6.  Fair Comparison: A trace allows different alternatives to be compared under the same input stream. This is a fairer comparison than other simulation models in which input is generated from a random stream and is different for the various alternatives being simulated.
7.  Similarity to the Actual Implementation: A trace-driven model is generally very similar to the system being modeled. Thus, when implementing it, one can get a very good feeling for the complexity of implementing a proposed algorithm.

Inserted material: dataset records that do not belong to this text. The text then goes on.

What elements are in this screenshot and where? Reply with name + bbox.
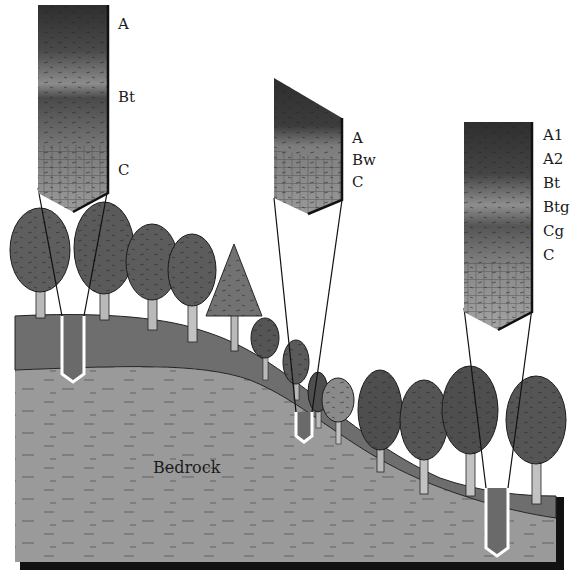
horizon-label: A1 [543, 128, 563, 143]
soil-pit-backslope [296, 412, 312, 442]
tree [442, 366, 498, 496]
horizon-label: A [118, 17, 129, 32]
horizon-label: Bt [118, 90, 135, 105]
horizon-label: Cg [543, 224, 564, 239]
horizon-label: Btg [543, 200, 570, 215]
soil-pit-summit [62, 316, 84, 382]
horizon-label: A [352, 131, 363, 146]
horizon-label: C [118, 163, 129, 178]
horizon-label: C [543, 248, 554, 263]
bedrock-label: Bedrock [153, 458, 220, 477]
horizon-label: C [352, 175, 363, 190]
horizon-label: Bw [352, 153, 376, 168]
soil-catena-diagram [0, 0, 578, 585]
horizon-label: A2 [543, 152, 563, 167]
horizon-label: Bt [543, 176, 560, 191]
soil-pit-toeslope [486, 488, 508, 556]
tree [10, 208, 70, 318]
tree [74, 202, 134, 320]
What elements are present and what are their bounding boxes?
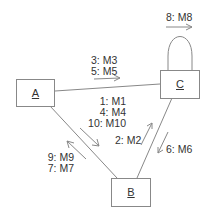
- link-a-c: [55, 84, 160, 91]
- messages-c-to-b: 6: M6: [166, 144, 192, 155]
- link-c-b: [137, 98, 172, 178]
- object-b-label: B: [112, 186, 150, 198]
- message-label: 7: M7: [36, 163, 74, 174]
- message-label: 2: M2: [115, 135, 141, 146]
- arrow-self-c: [166, 24, 192, 30]
- object-c-label: C: [161, 78, 199, 90]
- message-label: 10: M10: [86, 118, 126, 129]
- object-a[interactable]: A: [16, 79, 55, 107]
- messages-b-to-a: 9: M9 7: M7: [36, 152, 74, 174]
- object-b[interactable]: B: [111, 178, 151, 207]
- object-c[interactable]: C: [160, 70, 200, 99]
- messages-b-to-c: 2: M2: [115, 135, 141, 146]
- arrow-b-to-c: [141, 123, 152, 145]
- message-label: 5: M5: [91, 66, 117, 77]
- self-loop-c: [168, 37, 192, 71]
- messages-a-to-b: 1: M1 4: M4 10: M10: [86, 96, 126, 129]
- message-label: 6: M6: [166, 144, 192, 155]
- message-label: 8: M8: [166, 12, 192, 23]
- message-self-c: 8: M8: [166, 12, 192, 23]
- arrow-a-to-b: [80, 128, 99, 146]
- object-a-label: A: [17, 87, 54, 99]
- messages-a-to-c: 3: M3 5: M5: [91, 55, 117, 77]
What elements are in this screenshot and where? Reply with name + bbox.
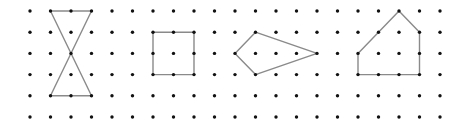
grid-dot (131, 31, 134, 34)
grid-dot (274, 115, 277, 118)
grid-dot (131, 9, 134, 12)
grid-dot (49, 9, 52, 12)
grid-dot (356, 9, 359, 12)
grid-dot (397, 31, 400, 34)
grid-dot (377, 94, 380, 97)
grid-dot (213, 52, 216, 55)
grid-dot (295, 31, 298, 34)
grid-dot (274, 52, 277, 55)
grid-dot (28, 94, 31, 97)
grid-dot (69, 94, 72, 97)
grid-dot (69, 73, 72, 76)
grid-dot (192, 9, 195, 12)
grid-dot (213, 115, 216, 118)
grid-dot (315, 52, 318, 55)
grid-dot (295, 73, 298, 76)
grid-dot (233, 94, 236, 97)
grid-dot (233, 9, 236, 12)
grid-dot (274, 9, 277, 12)
grid-dot (295, 94, 298, 97)
grid-dot (356, 31, 359, 34)
grid-dot (397, 115, 400, 118)
grid-dot (438, 73, 441, 76)
grid-dot (336, 31, 339, 34)
grid-dot (336, 9, 339, 12)
grid-dot (397, 94, 400, 97)
grid-dot (315, 94, 318, 97)
grid-dot (418, 52, 421, 55)
grid-dot (418, 115, 421, 118)
grid-dot (295, 115, 298, 118)
grid-dot (397, 9, 400, 12)
grid-dot (110, 115, 113, 118)
grid-dot (90, 94, 93, 97)
grid-dot (69, 9, 72, 12)
grid-dot (295, 52, 298, 55)
grid-dot (397, 52, 400, 55)
grid-dot (131, 52, 134, 55)
grid-dot (213, 73, 216, 76)
grid-dot (110, 31, 113, 34)
grid-dot (233, 31, 236, 34)
grid-dot (192, 31, 195, 34)
grid-dot (49, 73, 52, 76)
dot-grid (28, 9, 441, 118)
grid-dot (254, 94, 257, 97)
grid-dot (233, 52, 236, 55)
grid-dot (151, 94, 154, 97)
grid-dot (418, 31, 421, 34)
grid-dot (90, 115, 93, 118)
grid-dot (151, 9, 154, 12)
grid-dot (213, 9, 216, 12)
grid-dot (110, 52, 113, 55)
grid-dot (151, 73, 154, 76)
grid-dot (49, 115, 52, 118)
grid-dot (397, 73, 400, 76)
grid-dot (131, 115, 134, 118)
grid-dot (377, 52, 380, 55)
grid-dot (172, 73, 175, 76)
grid-dot (110, 94, 113, 97)
grid-dot (438, 94, 441, 97)
grid-dot (49, 52, 52, 55)
grid-dot (418, 73, 421, 76)
grid-dot (315, 73, 318, 76)
grid-dot (192, 115, 195, 118)
grid-dot (356, 73, 359, 76)
grid-dot (438, 115, 441, 118)
grid-dot (69, 52, 72, 55)
grid-dot (172, 52, 175, 55)
grid-dot (438, 52, 441, 55)
grid-dot (315, 31, 318, 34)
grid-dot (336, 73, 339, 76)
grid-dot (356, 94, 359, 97)
grid-dot (69, 115, 72, 118)
grid-dot (49, 31, 52, 34)
grid-dot (28, 115, 31, 118)
grid-dot (28, 52, 31, 55)
grid-dot (172, 115, 175, 118)
grid-dot (336, 115, 339, 118)
grid-dot (172, 9, 175, 12)
grid-dot (151, 31, 154, 34)
grid-dot (172, 31, 175, 34)
grid-dot (110, 73, 113, 76)
grid-dot (274, 31, 277, 34)
grid-dot (131, 73, 134, 76)
grid-dot (295, 9, 298, 12)
grid-dot (336, 94, 339, 97)
grid-dot (377, 31, 380, 34)
grid-dot (356, 52, 359, 55)
grid-dot (90, 52, 93, 55)
grid-dot (28, 31, 31, 34)
grid-dot (90, 31, 93, 34)
grid-dot (192, 94, 195, 97)
grid-dot (377, 115, 380, 118)
grid-dot (336, 52, 339, 55)
dot-grid-diagram (0, 0, 470, 124)
grid-dot (254, 31, 257, 34)
grid-dot (438, 31, 441, 34)
grid-dot (192, 73, 195, 76)
grid-dot (315, 115, 318, 118)
grid-dot (213, 94, 216, 97)
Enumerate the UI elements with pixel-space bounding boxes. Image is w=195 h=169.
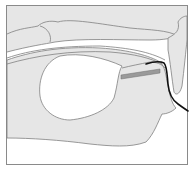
diagram-figure: [0, 0, 195, 169]
anatomy-diagram: [0, 0, 195, 169]
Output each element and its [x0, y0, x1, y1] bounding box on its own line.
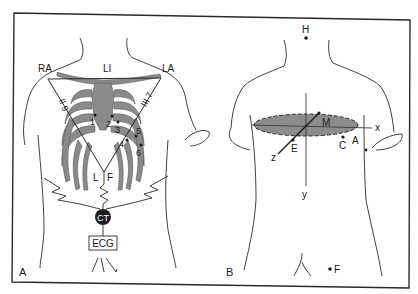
ct-label: CT [97, 213, 109, 223]
label-l: L [93, 172, 99, 183]
legs-divide [294, 253, 311, 276]
torso-right-outline [166, 140, 176, 268]
label-z: z [271, 152, 276, 163]
point-m [317, 111, 320, 114]
label-f: F [334, 264, 340, 275]
point-e [291, 138, 294, 141]
label-ra: RA [38, 63, 52, 74]
right-arm-stub [185, 130, 209, 146]
right-shoulder-outline [162, 70, 196, 130]
label-a: A [352, 135, 359, 146]
label-f: F [107, 172, 113, 183]
panel-a-label: A [19, 266, 27, 278]
panel-b-label: B [226, 266, 233, 278]
panel-b [229, 40, 402, 276]
torso-left-outline [244, 115, 256, 270]
label-y: y [302, 189, 307, 200]
electrode-4: 4 [119, 139, 124, 149]
neck-outline-right [127, 38, 162, 70]
lead-iii-label: III 7 [139, 91, 155, 109]
electrode-1: 1 [90, 117, 95, 127]
label-m: M [322, 117, 330, 128]
resistor-network [44, 176, 168, 209]
electrode-6: 6 [136, 148, 141, 158]
point-c [341, 135, 344, 138]
electrode-2: 2 [106, 119, 111, 129]
neck-outline-left [56, 38, 83, 70]
electrode-5: 5 [136, 126, 141, 136]
figure: CT ECG RA LI LA L F II 9 III 7 1 2 3 4 5… [0, 0, 418, 294]
frame [12, 13, 410, 288]
ecg-label: ECG [92, 238, 114, 249]
label-li: LI [103, 63, 111, 74]
left-shoulder-outline [24, 70, 56, 145]
torso-left-outline [38, 135, 44, 268]
label-la: LA [162, 63, 175, 74]
lead-ii-label: II 9 [57, 97, 71, 112]
label-c: C [339, 140, 346, 151]
leg-divide [92, 258, 117, 272]
point-h [304, 36, 308, 40]
label-h: H [302, 24, 309, 35]
point-f [328, 267, 332, 271]
label-x: x [375, 122, 380, 133]
point-a [365, 149, 368, 152]
torso-right-outline [364, 115, 382, 276]
rib-cage [62, 83, 144, 190]
left-arm-stub [229, 128, 250, 150]
label-e: E [291, 143, 298, 154]
electrode-3: 3 [115, 125, 120, 135]
right-arm-stub [372, 134, 402, 150]
neck-outline-left [231, 40, 286, 128]
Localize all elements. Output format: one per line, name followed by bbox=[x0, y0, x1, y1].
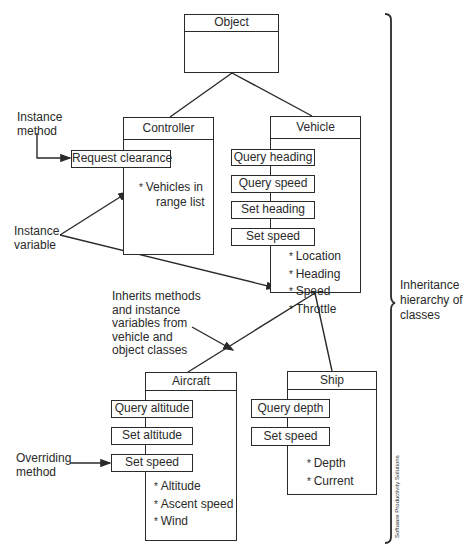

The disadvantages of trace-driven simulations are as follows:

1.  Complexity: A trace-driven model requires a more detailed simulation of the system. Sometimes, the complexity of the model overshadows the algorithm being modeled.
2.  Representativeness: Traces taken on one system may not be representative of the workload on another system. Even on a single system workload may change with time, and thus traces become obsolete faster than other forms of workload models that can be adjusted with time.
3.  Finiteness: A trace is a long sequence. A detailed trace of a few minutes of activity on a system may be enough to fill a disk pack. A result based on those few minutes may not be applicable to the activities during the rest of the day.
4.  Single Point of Validation: While using traces for validation, one should be careful since the traces give only one point of validation each. An algorithm that is the best for one trace may not be the best for another. One should use a few different traces to validate the results.
5.  Detail: The main problem with trace-driven simulation is the high level of detail. Traces are generally very long sequences that have to be read in from a disk and then computation has to be done for each element of the trace.
6.  Trade-off: With traces, it is difficult to change workload characteristics. It is not possible to change a trace itself. In order to make conclusions about the impact of changes in workload, a trace for the changed workload is required. Similarly, if a trace contains resource demand characteristics of several jobs, it is difficult to study the effects on individual jobs.

24.5.3 Discrete-Event Simulations

A simulation using a discrete-state model of the system is called a discrete event simulation. This is opposite of continuous-event simulations in which the state of the system takes continuous values. The continuous-state models are used in chemical simulations where the state of the system is described by the concentration of a chemical substance. In computer systems, discrete-event models are used since the state of the system is described by the number of jobs at various devices. Notice that the term “discrete” does not apply to the time values used in the simulation. A discrete-event simulation may use discrete- or continuous-time values.